Nycha Settlement Agreement

Prosecutors agreed to file documents dismissing the case within 14 days of the monitor`s appointment, in accordance with the agreement. The complaint filed by federal prosecutors in June accused the NYCHA of HUD of deceitful and the public of the extent of lead and other uncertain conditions in developments that house about 400,000 tenants. The city has agreed to inform HUD within five working days of learning that a child has a high level of lead in the blood, according to the settlement plan. The then mayor, Mike Bloomberg, and NYCHA settled the matter with an executive order that promised aggressive reforms and cleanup delays. Since it was authorized as a class action, the agreement originally applied to all 177,000 public housing units, placing them all under the jurisdiction of Manhattan Judge William Pauley. The agreement calls for the immediate restoration of lead paint in homes with children under the age of 6 and, for more than two decades, the complete reduction of all lead paints in Nycha`s developments. When the agreement was signed on January 31, 2019, it included Section III, paragraph 15, which stated that when a dwelling was converted to ADR, “the obligations under that agreement would no longer apply to these transformations from the conclusion of the applicable transaction.” The legal text on page 4 of the 29-page document means that rad buildings are not subject to the same oversight as other NYCHA complexes. The agreement meant that Mayor Bill de Blasio had avoided the embarrassment of full support for the city`s housing agency, the largest and oldest public housing system in the country, home to more than 400,000 low-income New Yorkers. HUD Secretary Ben Carson said: “This historic agreement marks a new era for public housing in New York City, where families and their children occupy the top spot. New York and New York State have always made a commitment to revive NYCHA.

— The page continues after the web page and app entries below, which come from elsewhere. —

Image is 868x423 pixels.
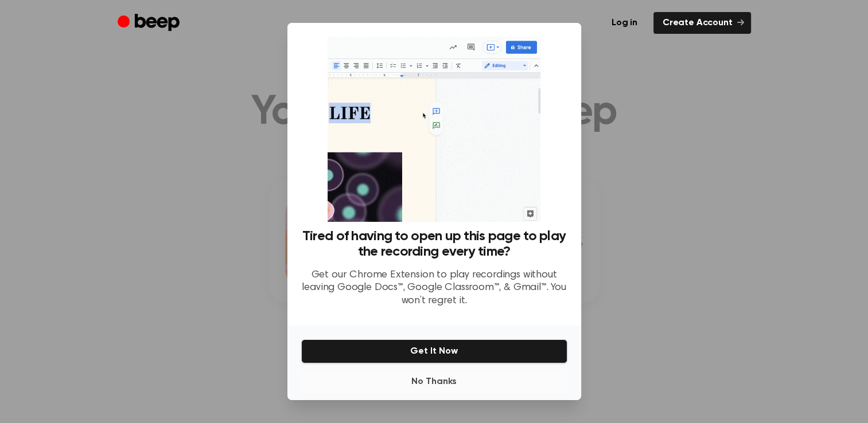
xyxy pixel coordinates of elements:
[301,229,568,260] h3: Tired of having to open up this page to play the recording every time?
[301,269,568,308] p: Get our Chrome Extension to play recordings without leaving Google Docs™, Google Classroom™, & Gm...
[301,340,568,363] button: Get It Now
[117,12,182,35] a: Beep
[327,37,540,222] img: Beep extension in action
[602,12,646,34] a: Log in
[301,371,568,393] button: No Thanks
[653,12,751,34] a: Create Account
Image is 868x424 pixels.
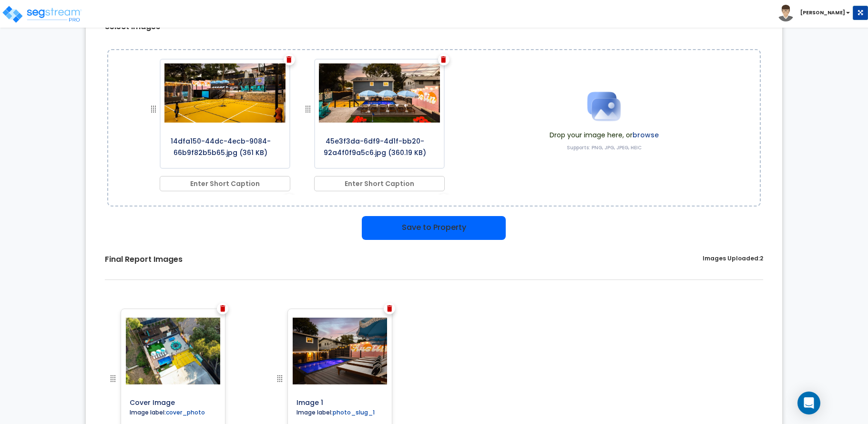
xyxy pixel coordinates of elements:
label: Images Uploaded: [703,254,763,265]
img: drag handle [107,373,118,384]
img: drag handle [148,103,159,114]
p: 45e3f3da-6df9-4d1f-bb20-92a4f0f9a5c6.jpg (360.19 KB) [315,132,435,159]
span: Drop your image here, or [549,130,659,140]
img: 2Q== [315,60,444,126]
img: avatar.png [778,5,794,21]
label: Final Report Images [105,254,183,265]
img: drag handle [302,103,314,114]
label: Supports: PNG, JPG, JPEG, HEIC [566,145,642,152]
img: Trash Icon [387,305,392,312]
input: Enter Short Caption [314,176,445,191]
input: Enter Short Caption [160,176,291,191]
p: 14dfa150-44dc-4ecb-9084-66b9f82b5b65.jpg (361 KB) [161,132,281,159]
img: Upload Icon [580,82,627,130]
img: drag handle [274,373,286,384]
img: Vector.png [286,56,292,63]
label: Image label: [292,408,378,419]
label: cover_photo [166,408,205,417]
label: browse [632,130,659,140]
img: Vector.png [441,56,446,63]
div: Open Intercom Messenger [797,392,820,415]
label: photo_slug_1 [333,408,375,417]
img: 9k= [161,60,289,126]
img: logo_pro_r.png [1,5,82,24]
b: [PERSON_NAME] [800,9,845,16]
button: Save to Property [362,216,505,240]
span: 2 [760,254,763,262]
img: Trash Icon [220,305,225,312]
label: Image label: [126,408,209,419]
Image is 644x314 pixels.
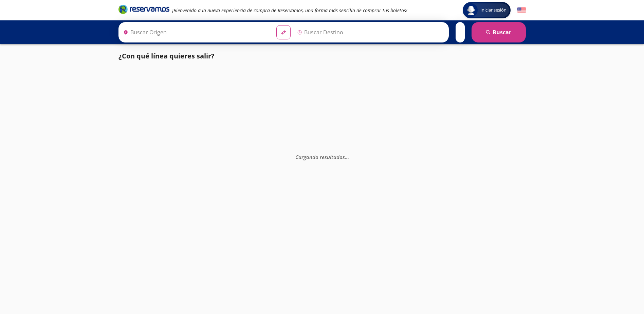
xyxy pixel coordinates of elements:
[518,6,526,14] button: English
[172,7,407,14] em: ¡Bienvenido a la nueva experiencia de compra de Reservamos, una forma más sencilla de comprar tus...
[121,24,271,41] input: Buscar Origen
[345,154,346,160] span: .
[118,51,215,61] p: ¿Con qué línea quieres salir?
[295,24,445,41] input: Buscar Destino
[346,154,348,160] span: .
[477,6,510,14] span: Iniciar sesión
[295,154,349,160] em: Cargando resultados
[472,22,526,43] button: Buscar
[348,154,349,160] span: .
[118,4,169,16] a: Brand Logo
[118,4,169,14] i: Brand Logo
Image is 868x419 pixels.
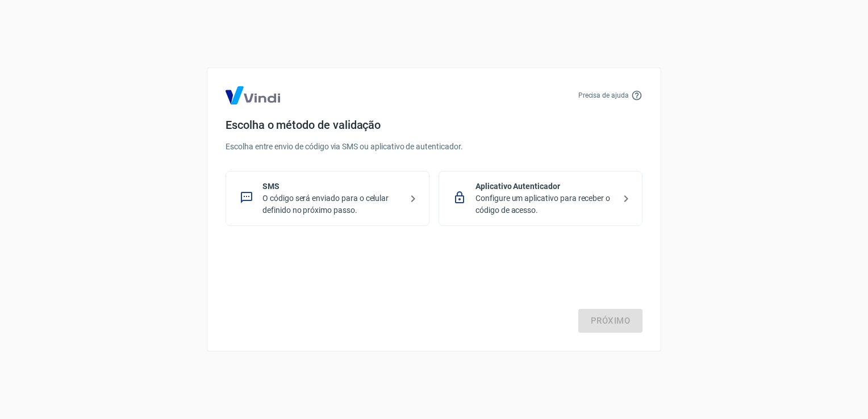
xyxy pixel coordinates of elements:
p: Escolha entre envio de código via SMS ou aplicativo de autenticador. [225,141,643,153]
img: Logo Vind [225,86,280,105]
p: Configure um aplicativo para receber o código de acesso. [475,193,615,216]
p: SMS [262,180,402,193]
div: SMSO código será enviado para o celular definido no próximo passo. [225,171,429,226]
p: Precisa de ajuda [578,90,629,101]
p: O código será enviado para o celular definido no próximo passo. [262,193,402,216]
p: Aplicativo Autenticador [475,180,615,193]
div: Aplicativo AutenticadorConfigure um aplicativo para receber o código de acesso. [439,171,643,226]
h4: Escolha o método de validação [225,118,643,132]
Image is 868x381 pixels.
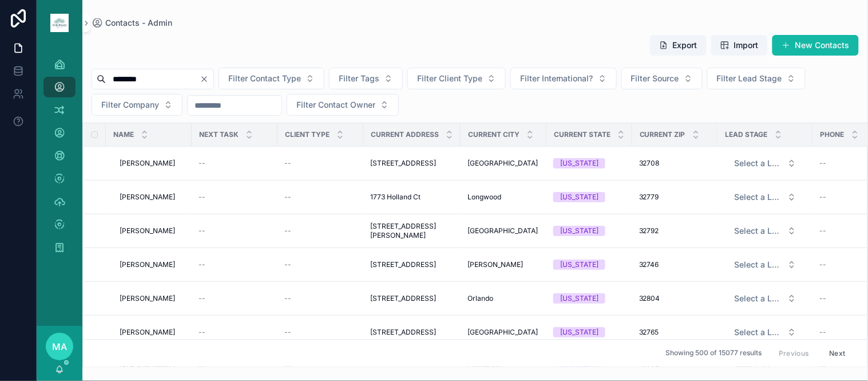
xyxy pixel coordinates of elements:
[468,226,538,236] span: [GEOGRAPHIC_DATA]
[199,226,271,236] a: --
[370,294,436,303] span: [STREET_ADDRESS]
[640,294,661,303] span: 32804
[725,288,807,310] a: Select Button
[370,158,436,168] span: [STREET_ADDRESS]
[640,328,712,337] a: 32765
[820,193,827,201] span: --
[468,226,540,236] a: [GEOGRAPHIC_DATA]
[284,260,356,269] a: --
[640,158,712,168] a: 32708
[120,294,185,303] a: [PERSON_NAME]
[120,226,175,236] span: [PERSON_NAME]
[560,226,599,236] div: [US_STATE]
[650,35,707,55] button: Export
[284,226,291,236] span: --
[285,130,330,139] span: Client Type
[735,157,783,169] span: Select a Lead Stage
[468,328,540,337] a: [GEOGRAPHIC_DATA]
[52,340,67,354] span: MA
[553,327,625,337] a: [US_STATE]
[821,130,844,139] span: Phone
[120,158,185,168] a: [PERSON_NAME]
[820,260,827,269] span: --
[820,294,827,303] span: --
[120,260,185,269] a: [PERSON_NAME]
[468,158,538,168] span: [GEOGRAPHIC_DATA]
[468,193,501,201] span: Longwood
[199,193,271,201] a: --
[199,328,206,337] span: --
[725,186,807,208] a: Select Button
[339,73,379,84] span: Filter Tags
[640,260,659,269] span: 32746
[640,260,712,269] a: 32746
[199,158,206,168] span: --
[219,68,325,90] button: Select Button
[553,226,625,236] a: [US_STATE]
[631,73,679,84] span: Filter Source
[284,226,356,236] a: --
[735,225,783,237] span: Select a Lead Stage
[726,186,806,208] button: Select Button
[640,193,659,201] span: 32779
[120,294,175,303] span: [PERSON_NAME]
[284,294,291,303] span: --
[120,193,185,201] a: [PERSON_NAME]
[622,68,703,90] button: Select Button
[735,40,759,51] span: Import
[735,293,783,304] span: Select a Lead Stage
[822,344,854,362] button: Next
[370,193,454,201] a: 1773 Holland Ct
[120,328,185,337] a: [PERSON_NAME]
[296,99,376,111] span: Filter Contact Owner
[712,35,768,55] button: Import
[560,293,599,304] div: [US_STATE]
[468,158,540,168] a: [GEOGRAPHIC_DATA]
[640,294,712,303] a: 32804
[640,226,659,236] span: 32792
[725,321,807,343] a: Select Button
[468,130,520,139] span: Current City
[284,260,291,269] span: --
[120,226,185,236] a: [PERSON_NAME]
[199,158,271,168] a: --
[735,191,783,203] span: Select a Lead Stage
[553,158,625,168] a: [US_STATE]
[106,17,172,29] span: Contacts - Admin
[113,130,134,139] span: Name
[370,260,454,269] a: [STREET_ADDRESS]
[370,222,454,240] a: [STREET_ADDRESS][PERSON_NAME]
[468,260,540,269] a: [PERSON_NAME]
[407,68,506,90] button: Select Button
[725,152,807,174] a: Select Button
[200,75,214,84] button: Clear
[120,193,175,201] span: [PERSON_NAME]
[284,328,356,337] a: --
[560,158,599,168] div: [US_STATE]
[553,293,625,304] a: [US_STATE]
[820,328,827,337] span: --
[370,193,420,201] span: 1773 Holland Ct
[199,260,206,269] span: --
[120,158,175,168] span: [PERSON_NAME]
[468,294,540,303] a: Orlando
[726,288,806,309] button: Select Button
[199,226,206,236] span: --
[735,259,783,270] span: Select a Lead Stage
[820,226,827,236] span: --
[640,193,712,201] a: 32779
[329,68,403,90] button: Select Button
[370,294,454,303] a: [STREET_ADDRESS]
[666,349,762,358] span: Showing 500 of 15077 results
[707,68,806,90] button: Select Button
[560,327,599,337] div: [US_STATE]
[735,326,783,338] span: Select a Lead Stage
[640,130,685,139] span: Current Zip
[772,35,859,55] button: New Contacts
[725,254,807,275] a: Select Button
[284,158,356,168] a: --
[287,94,399,116] button: Select Button
[284,328,291,337] span: --
[371,130,439,139] span: Current Address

The collaboration of federal, regional and municipal officials will significantly improve the lives of the hundreds of thousands of New Yorkers who call NYCHA at home. The agreement will also replace the authority`s interim president, Stanley Brezenoff, whom the mayor introduced last year to lead Nycha in the wake of a lead paint scandal and the departure of the authority`s president. In September 2018, more than 50 NYCHA tenants attended a public hearing on the proposed transaction. She and hundreds of others who made written statements described the serious health hazards in their homes.